Spencer Fitzgerald

The bridegroom swore, the bride nearly collapsed. The clerk pressed into the hands of the latter an envelope.

“From the little old gentleman,” he announced, “who was fussing round the church this morning.”

Mrs. Dory tore it open and gave a cry of delight. A diamond cross, worth all the rest of her presents put together, flashed soft lights from a background of dull velvet. Her husband had looked over her shoulder, and with a scowl seized the morocco case and threw it far from him.

It was the only disturbing incident of a highly successful function!

At precisely the same moment when the wedding guests were seated around the hospitable board of Daisy Villa, a celebration of a somewhat different nature was taking place in the more aristocratic neighbourhood of Curzon Street. Here, however, the little party was a much smaller one, and the innocent gaiety of the gathering at Daisy Villa was entirely lacking. The luncheon table around which the four men were seated presented all the unlovely signs of a meal where self-restraint had been abandoned—where conviviality has passed the bounds of licence. Edibles were represented only by a single dish of fruit; the tablecloth, stained with wine and cigar ash, seemed crowded with every sort of bottle and every sort of glass. A magnum of champagne, empty, another half full, stood in the middle of the table; whisky, brandy, liqueurs of various sorts were all represented; glasses—some full, some empty, some filled with cigar ash and cigarette stumps—an ugly sight!

The guest in chief arose. Short, thick-set, red-faced, with bulbous eyes, and veins about his temples which just now were unpleasantly prominent, he seemed, indeed, a very fitting person to have been the recipient of such hospitality. He stood clutching a little at the tablecloth and swaying upon his feet. He spoke as a drunken man, but such words as he pronounced clearly showed him to be possessed of a voice naturally thick and raspy. It was obvious that he was a person of entirely different class from his three companions.

“G—gentlemen,” he said, “I must be off. I thank you very much for this—hospitality. Honoured, I’m sure, to have sat down in such—such company. Good afternoon, all!”

He lurched a little toward the door, but his neighbour at the table—who was also his host—caught hold of his coat tail and pulled him back into his chair.

“No hurry, Masters,” he said. “One more liqueur, eh? It’s a raw afternoon.”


= WHAT YOU NEED TO DO =
Reproduce exactly the lines from the one containing "Decompose this screenshot" through the last line of the records below, both included, and nothing else.

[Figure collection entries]
::::

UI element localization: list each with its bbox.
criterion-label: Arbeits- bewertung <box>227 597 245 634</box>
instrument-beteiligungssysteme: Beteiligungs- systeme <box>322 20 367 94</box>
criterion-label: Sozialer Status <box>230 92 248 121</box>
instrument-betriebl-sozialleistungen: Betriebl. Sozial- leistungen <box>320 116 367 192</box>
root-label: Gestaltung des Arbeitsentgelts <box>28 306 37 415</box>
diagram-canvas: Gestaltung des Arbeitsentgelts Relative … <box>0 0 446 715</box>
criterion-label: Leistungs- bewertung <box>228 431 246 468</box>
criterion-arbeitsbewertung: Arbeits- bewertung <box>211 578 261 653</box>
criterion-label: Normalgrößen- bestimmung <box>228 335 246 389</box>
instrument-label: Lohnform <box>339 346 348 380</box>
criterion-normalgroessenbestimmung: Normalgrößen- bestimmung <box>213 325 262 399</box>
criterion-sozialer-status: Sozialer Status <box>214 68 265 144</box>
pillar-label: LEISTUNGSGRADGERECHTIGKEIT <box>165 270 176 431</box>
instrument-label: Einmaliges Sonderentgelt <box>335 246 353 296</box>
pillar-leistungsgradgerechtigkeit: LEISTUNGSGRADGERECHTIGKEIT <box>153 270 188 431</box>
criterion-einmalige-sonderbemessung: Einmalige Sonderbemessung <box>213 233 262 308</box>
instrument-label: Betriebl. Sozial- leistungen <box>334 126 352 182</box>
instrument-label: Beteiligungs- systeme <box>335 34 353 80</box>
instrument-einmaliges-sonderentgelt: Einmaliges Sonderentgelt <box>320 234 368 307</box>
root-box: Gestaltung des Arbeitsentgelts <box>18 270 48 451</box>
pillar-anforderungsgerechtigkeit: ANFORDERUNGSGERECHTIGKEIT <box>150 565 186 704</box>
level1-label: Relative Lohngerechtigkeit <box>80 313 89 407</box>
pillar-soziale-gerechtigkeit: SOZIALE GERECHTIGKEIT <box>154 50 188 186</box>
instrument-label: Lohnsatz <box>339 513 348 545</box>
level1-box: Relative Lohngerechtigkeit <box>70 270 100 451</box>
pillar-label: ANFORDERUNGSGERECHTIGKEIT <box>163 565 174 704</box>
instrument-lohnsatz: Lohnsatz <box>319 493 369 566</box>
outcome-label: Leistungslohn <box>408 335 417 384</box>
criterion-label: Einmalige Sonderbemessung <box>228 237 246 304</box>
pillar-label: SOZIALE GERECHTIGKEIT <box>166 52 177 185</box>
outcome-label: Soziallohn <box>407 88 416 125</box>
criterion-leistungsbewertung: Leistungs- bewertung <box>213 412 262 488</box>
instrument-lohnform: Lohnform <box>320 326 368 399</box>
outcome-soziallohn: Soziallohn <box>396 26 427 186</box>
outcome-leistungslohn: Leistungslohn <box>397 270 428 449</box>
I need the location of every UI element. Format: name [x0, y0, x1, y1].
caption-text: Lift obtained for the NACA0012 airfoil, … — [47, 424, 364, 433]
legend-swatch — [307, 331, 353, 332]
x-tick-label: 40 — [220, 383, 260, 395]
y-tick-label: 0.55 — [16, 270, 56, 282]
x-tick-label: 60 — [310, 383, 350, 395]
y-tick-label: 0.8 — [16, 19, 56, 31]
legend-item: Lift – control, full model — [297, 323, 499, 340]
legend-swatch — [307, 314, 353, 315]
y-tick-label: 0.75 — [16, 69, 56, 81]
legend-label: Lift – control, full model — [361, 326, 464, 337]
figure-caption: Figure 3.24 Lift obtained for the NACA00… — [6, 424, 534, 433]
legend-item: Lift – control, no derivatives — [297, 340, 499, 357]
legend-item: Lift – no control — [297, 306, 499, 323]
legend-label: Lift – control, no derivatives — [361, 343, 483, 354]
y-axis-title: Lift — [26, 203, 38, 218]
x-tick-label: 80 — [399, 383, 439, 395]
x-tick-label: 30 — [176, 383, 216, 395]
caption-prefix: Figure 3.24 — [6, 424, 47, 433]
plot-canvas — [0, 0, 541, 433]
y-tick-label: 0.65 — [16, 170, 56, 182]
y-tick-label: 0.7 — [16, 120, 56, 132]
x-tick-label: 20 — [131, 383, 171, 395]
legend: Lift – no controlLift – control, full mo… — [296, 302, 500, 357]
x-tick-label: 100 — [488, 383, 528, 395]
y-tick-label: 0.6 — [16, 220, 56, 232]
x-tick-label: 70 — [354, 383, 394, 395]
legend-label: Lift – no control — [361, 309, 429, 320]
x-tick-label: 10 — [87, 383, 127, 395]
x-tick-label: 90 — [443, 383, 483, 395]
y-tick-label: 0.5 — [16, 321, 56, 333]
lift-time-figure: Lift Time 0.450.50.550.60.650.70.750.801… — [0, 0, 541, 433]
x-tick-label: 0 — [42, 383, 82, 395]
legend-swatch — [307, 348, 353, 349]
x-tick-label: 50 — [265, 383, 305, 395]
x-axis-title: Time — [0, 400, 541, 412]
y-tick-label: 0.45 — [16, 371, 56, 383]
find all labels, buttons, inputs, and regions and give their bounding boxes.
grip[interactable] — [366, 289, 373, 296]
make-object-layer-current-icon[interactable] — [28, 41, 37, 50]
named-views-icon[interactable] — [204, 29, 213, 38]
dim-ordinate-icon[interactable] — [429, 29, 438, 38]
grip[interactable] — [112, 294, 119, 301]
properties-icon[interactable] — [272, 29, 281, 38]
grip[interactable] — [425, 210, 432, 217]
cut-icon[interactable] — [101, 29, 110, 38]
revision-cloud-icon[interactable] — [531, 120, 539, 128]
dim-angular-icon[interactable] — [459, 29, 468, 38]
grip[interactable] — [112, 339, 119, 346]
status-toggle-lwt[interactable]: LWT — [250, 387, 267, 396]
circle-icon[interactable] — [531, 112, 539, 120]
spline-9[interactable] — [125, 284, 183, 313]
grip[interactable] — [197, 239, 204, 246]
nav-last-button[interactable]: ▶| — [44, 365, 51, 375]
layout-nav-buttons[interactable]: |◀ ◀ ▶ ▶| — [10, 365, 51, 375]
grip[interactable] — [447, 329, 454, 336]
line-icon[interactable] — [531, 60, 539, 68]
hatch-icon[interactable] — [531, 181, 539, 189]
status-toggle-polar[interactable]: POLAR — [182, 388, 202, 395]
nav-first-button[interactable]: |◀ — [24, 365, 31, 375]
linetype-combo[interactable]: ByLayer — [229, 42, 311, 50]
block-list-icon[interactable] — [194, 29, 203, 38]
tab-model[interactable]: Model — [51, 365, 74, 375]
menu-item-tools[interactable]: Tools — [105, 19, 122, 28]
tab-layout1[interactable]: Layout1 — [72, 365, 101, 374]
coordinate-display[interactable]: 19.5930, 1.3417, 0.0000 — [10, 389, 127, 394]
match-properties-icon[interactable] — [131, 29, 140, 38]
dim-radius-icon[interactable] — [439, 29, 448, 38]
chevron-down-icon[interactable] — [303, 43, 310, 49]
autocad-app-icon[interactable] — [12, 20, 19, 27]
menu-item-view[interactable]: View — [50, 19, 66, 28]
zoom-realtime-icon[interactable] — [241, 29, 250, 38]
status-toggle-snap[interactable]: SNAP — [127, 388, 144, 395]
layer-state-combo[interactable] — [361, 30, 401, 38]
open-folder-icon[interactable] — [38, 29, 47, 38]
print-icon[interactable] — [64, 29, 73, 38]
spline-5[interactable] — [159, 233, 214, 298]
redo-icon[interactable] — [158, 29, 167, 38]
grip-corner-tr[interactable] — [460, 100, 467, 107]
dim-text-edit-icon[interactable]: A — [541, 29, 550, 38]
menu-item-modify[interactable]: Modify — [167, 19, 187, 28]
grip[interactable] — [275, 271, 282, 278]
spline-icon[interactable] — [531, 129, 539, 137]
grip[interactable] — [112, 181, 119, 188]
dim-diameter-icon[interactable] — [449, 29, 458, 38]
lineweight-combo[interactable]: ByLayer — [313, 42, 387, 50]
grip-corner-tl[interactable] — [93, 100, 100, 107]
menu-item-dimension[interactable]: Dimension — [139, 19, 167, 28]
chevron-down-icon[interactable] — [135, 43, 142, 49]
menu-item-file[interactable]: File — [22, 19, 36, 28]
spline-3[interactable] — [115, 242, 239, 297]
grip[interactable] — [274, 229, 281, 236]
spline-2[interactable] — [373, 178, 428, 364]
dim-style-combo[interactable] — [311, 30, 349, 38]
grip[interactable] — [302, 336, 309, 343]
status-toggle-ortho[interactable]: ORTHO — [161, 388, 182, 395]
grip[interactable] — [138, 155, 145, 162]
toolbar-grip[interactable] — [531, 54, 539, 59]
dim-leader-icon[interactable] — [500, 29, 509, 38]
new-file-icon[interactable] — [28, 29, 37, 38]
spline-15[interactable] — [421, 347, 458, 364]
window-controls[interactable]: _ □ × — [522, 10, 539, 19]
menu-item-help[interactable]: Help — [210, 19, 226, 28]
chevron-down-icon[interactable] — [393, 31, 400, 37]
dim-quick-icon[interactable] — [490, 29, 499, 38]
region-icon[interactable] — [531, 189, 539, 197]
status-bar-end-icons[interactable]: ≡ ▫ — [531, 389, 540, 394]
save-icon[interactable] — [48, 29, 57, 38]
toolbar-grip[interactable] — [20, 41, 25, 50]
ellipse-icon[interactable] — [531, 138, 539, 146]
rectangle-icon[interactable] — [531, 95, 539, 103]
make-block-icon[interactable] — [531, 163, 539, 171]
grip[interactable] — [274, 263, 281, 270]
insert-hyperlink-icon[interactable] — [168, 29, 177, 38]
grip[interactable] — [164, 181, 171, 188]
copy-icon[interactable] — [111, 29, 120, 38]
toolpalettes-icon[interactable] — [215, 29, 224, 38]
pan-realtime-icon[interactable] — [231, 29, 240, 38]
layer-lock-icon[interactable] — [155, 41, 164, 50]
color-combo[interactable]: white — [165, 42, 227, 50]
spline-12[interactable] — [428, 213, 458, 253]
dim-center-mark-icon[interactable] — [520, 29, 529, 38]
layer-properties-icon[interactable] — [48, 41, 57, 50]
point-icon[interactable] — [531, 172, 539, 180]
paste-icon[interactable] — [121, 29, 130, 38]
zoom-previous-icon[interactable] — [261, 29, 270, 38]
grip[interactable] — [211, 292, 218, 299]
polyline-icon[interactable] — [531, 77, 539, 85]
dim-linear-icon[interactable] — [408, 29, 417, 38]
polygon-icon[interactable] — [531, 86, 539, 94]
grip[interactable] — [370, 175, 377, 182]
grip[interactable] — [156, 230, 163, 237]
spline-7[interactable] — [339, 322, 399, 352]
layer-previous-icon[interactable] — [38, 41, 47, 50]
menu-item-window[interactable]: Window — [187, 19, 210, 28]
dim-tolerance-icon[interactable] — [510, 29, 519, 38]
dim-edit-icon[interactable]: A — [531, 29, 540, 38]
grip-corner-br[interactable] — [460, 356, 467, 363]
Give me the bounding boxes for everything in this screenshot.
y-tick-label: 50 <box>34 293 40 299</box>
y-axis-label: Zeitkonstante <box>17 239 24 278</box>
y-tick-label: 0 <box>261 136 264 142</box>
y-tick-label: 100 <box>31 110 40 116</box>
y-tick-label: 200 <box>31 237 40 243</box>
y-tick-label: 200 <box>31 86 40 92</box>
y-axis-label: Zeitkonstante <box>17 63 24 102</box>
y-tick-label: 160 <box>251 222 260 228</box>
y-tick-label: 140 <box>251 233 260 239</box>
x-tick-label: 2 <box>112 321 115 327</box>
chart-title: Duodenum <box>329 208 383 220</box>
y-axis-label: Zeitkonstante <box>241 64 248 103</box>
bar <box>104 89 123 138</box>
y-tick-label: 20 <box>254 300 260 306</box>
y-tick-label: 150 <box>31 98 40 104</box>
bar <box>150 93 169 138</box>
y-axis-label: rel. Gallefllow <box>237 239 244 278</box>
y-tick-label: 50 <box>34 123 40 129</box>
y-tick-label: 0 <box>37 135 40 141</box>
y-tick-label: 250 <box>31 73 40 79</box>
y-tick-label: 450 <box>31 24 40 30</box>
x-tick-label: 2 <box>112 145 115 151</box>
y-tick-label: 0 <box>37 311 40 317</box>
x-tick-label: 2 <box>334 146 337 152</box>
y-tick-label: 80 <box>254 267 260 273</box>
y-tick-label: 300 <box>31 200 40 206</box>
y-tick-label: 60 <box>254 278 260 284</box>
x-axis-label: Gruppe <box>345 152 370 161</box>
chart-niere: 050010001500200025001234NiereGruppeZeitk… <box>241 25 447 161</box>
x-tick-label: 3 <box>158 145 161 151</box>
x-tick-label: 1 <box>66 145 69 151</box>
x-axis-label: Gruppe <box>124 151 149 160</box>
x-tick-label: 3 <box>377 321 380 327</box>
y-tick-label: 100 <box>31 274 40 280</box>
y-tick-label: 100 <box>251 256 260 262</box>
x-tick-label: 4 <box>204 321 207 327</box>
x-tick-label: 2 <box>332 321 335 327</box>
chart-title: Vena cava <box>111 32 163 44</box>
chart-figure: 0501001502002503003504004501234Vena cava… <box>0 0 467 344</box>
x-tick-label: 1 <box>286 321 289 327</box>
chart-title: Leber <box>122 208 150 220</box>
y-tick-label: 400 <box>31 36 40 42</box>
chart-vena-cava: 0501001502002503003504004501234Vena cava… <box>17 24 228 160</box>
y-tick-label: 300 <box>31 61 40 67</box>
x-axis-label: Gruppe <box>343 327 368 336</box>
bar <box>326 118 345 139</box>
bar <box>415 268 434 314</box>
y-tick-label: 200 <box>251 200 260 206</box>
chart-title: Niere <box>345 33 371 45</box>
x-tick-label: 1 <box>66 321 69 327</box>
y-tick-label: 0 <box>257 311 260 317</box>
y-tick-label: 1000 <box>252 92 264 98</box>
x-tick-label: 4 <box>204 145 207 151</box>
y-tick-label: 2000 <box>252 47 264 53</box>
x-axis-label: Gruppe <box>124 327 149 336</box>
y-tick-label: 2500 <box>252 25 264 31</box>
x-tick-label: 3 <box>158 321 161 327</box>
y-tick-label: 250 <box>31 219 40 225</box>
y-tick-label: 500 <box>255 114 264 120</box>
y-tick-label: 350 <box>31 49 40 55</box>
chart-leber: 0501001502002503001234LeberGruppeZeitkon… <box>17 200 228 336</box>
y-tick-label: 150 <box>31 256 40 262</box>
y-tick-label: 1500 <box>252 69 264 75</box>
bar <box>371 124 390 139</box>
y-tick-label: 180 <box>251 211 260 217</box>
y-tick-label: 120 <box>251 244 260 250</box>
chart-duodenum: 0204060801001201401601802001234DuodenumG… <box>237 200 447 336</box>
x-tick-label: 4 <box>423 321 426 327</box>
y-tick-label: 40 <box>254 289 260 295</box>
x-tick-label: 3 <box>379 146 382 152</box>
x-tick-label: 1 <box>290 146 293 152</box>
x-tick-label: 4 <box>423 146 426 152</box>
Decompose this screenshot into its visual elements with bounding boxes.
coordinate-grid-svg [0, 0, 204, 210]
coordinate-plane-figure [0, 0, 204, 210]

::::

= SOLUTION TO THE PROBLEM =
Decompose this screenshot into its visual elements with bounding boxes.
coordinate-grid-svg [0, 0, 204, 210]
coordinate-plane-figure [0, 0, 204, 210]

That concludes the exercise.